Farmers are simultaneously offered a choice of inputs and services to improve their most important crops and livestock in their farming systems.
For crops, these currently include improved varieties of their most important crops, which include the following:
– cereals (maize, rice, sorghum, pearl millet, finger millet)
– legumes (beans, cowpeas, green grams, pigeon peas, soybean) crops
– oilseeds (sunflower)
– root and tuber (potato, cassava, sweet potatoes, yams)
– bananas
– vegetables (kale, chinese cabbage, tomatoes, onions, amaranth, pumpkin, watermelon)
– fruit trees (mango, pawpaws, avocados)
– timber trees (Grevillea)
– cash crops (coffee, cocoa)
– fodder crops for livestock (napier grass, brachiaria, calliandra)
Other inputs include:
- improved fertilizer blends
- insecticides
- fungicides
- seed dressings
- post-harvest crop protection (diatomaceous earth)
For livestock, inputs and services currently include:
- a thermo-stable vaccine to protect indigenous chickens against the Newcastle disease,
- improved chicken breeds (Rainbow Rooster)
- improved goat breeds (Kenya Alpine)
- improved dairy breeds (Jersey, Ayrshire)
- improved pig breeds
- acaricides
- de-wormers
- mineral salts
A Village-based Advisor in Singida district in Tanzania shows the range of inputs that he is promoting to improve the food security of farmers in his Village.
Inputs include improved varieties of sorghum (Macia), cowpeas (Tumaini), pearl millet (Okoa), sunflower (Record), Sweet potatoes, pumpkins, and a thermo-stable Newcastle disease vaccine to protect indigenous chickens against the Newcastle disease.

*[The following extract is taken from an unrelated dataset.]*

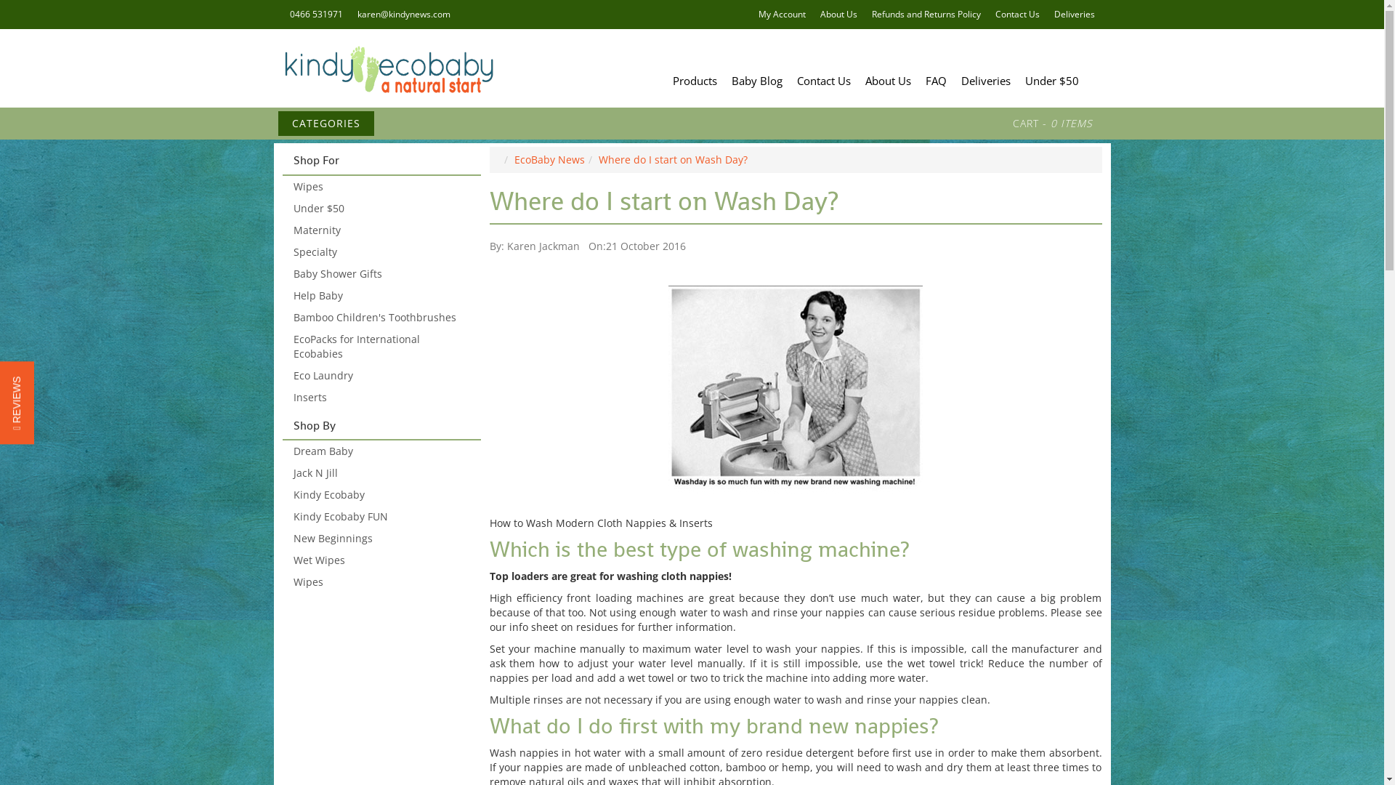  Describe the element at coordinates (838, 15) in the screenshot. I see `About Us` at that location.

The “Farming System Improvement” component inherently recognizes differences in gender and wealth, and that not all resource-poor farmers are initially able to adopt expensive inputs. For example, while a farmer may not initially be able to afford expensive seed and fertilizer to grow maize, she may be able to vaccinate her chickens. After selling her chickens, she may be able to buy the seed and/or fertilizer.
Self-employed Village-based Advisors (VBAs)

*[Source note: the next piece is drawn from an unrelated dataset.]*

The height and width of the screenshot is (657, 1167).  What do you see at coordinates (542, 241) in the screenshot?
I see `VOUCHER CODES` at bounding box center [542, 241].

The appropriate Inputs and information are disseminated to farmers through VBAs.
VBAs are:
- typically hard-working, selfless farmers
- selected by, and therefore trusted by, farmers in their Villages.
VBAs are taught:
- good crop/soil management,
- climate-smart technologies
- how to teach all farmers in their Villages, and
- how to make money from input supply and related services.
Most importantly, VBAs are able to generate enough income and are able to continue to offer their services to farmers after the end of a project.
Apart from benefiting from becoming better farmers, VBAs make money from a range of services which include:
Small Pack/Whole Village method
VBAs disseminate inputs to all farmers in a Village through the Small Pack method.
A Small Pack typically contains 25 -100 g seed of an improved crop variety. The Small Pack gives all farmers in a Village, whether they are male or female, or wealthy or poor, the opportunity to “Learn-by-doing” with a new variety on their own farms with little risk.
The Small Pack is effective in creating demand for improved maize varieties, and farmers invariably return to the VBA to purchase larger quantities of seed.
For self-pollinated and vegetatively-propagated crops, farmers multiply the seed to plant over larger areas to improve their food security.